The first race winners of the 2018 HSR Daytona Historics were crowned Thursday as the star power for the fourth-running of the HSR Classic Daytona presented by IMSA picked up for the second-straight day with the news that Jordan Taylor will be driving in this weekend's classic 24-hour race.
One day after the addition of three-time Rolex 24 At Daytona winner Joao Barbosa to the Classic Daytona entry list, Taylor was confirmed as a co-driver of the 1974 No. 88 Spirit of Calgary Greenwood Corvette. Taylor will share the French-based 8-liter Corvette with co-drivers Jean Bernard Bouvet and Jim Pla.
"I have been a huge fan of HSR for years now, and I'm a big fan of the history of sports car racing, obviously, growing up with my Dad," Taylor said. "I have seen pictures and videos of him racing Porsche 962s and everything else he drove over the years. We used to come to this event the past couple of years and just walk the paddock, look at the cars and go watch in the corners."
Taylor has raced for his father's Wayne Taylor Racing team for the last six years, recently wrapping up the 2018 IMSA season with a victory at Petit Le Mans in the No. 10 Konica Minolta Cadillac DPi-V.R.
He has winning experience in Corvettes too and captured his first of two Prototype Championships in 2013 with Max Angelelli in his father's Corvette Daytona Prototype. Two years later, Taylor co-drove to victory in the GTE-Pro class with Team Corvette at the 24 Hours of Le Mans.
"I reached out to (HSR President) David Hinton this year and he was able to get me in the Greenwood Corvette, which is awesome," Taylor said. "I am obviously an American driver and have a lot of history with Corvette, from racing at Le Mans with them and here in the States. It's cool to get in that car with them, we will get some laps in tomorrow and have a good weekend."

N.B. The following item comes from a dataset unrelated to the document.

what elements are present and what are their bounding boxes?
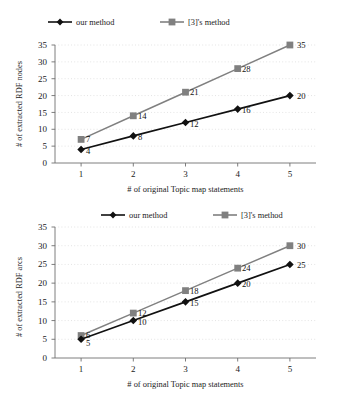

Taylor will join fellow IMSA Prototype Champion Barbosa and sports car racing legends Jochen Mass and Dieter Quester in a featured driver panel Friday at 11:30 a.m. EST in the Daytona International Speedway driver meeting room. An HSR Classic Daytona tradition, the 30-minute interview and Q&A session is free of charge to all credentialed personnel and race weekend ticket holders.
Three different drivers earned victories Thursday in the eight-lap Sasco Sports International/American Challenge sprint, the first of several featured support races leading up to the start of the HSR Classic Daytona 24-hour race Saturday at 1 p.m. EST.
Oliver Bryant scored overall and American-class honors in his 1965 No. 69 Mustang 2+2 in the Sasco Sports race. He shared the overall podium with the 1966 No. 06 Corvette Grand Sport roadster of debuting Daytona driver Walo Bertschinger and third-place finisher Mike Banz in his Heritage Motorsports 1974 No. 13 Porsche 911 RSR.
In addition to the overall podium showing, Banz won the Porsche class and led a string of the Stuttgart sports cars across the line to complete the top five. Yves Scemama finished fourth overall and second among the Porsche contingent in his No. 52 1974 Porsche 911 RSR from Heritage Motorsports while Jack Beck was fifth overall and a close third behind Scemama in his Beck's European No. 59 1972 Porsche 914/6.
Adam Lindeman joined Bryant and Bertschinger on the American class podium with a third-place showing in his 1966 No. 704 Shelby GT350 that was also a sixth-place overall finish.
The Sasco Sports race International class was an all-BMW affair with the class victory going to Robert Albino in his Hudson Historics 1999 BMW Z3 Coupe. Aaron Nash was second in his 1997 No. 83 BMW M3 from Crucial Motorsports. David Russell completed the top three in the Heritage Motorsports 1973 No. 42 BMW CSL owned by Dick York.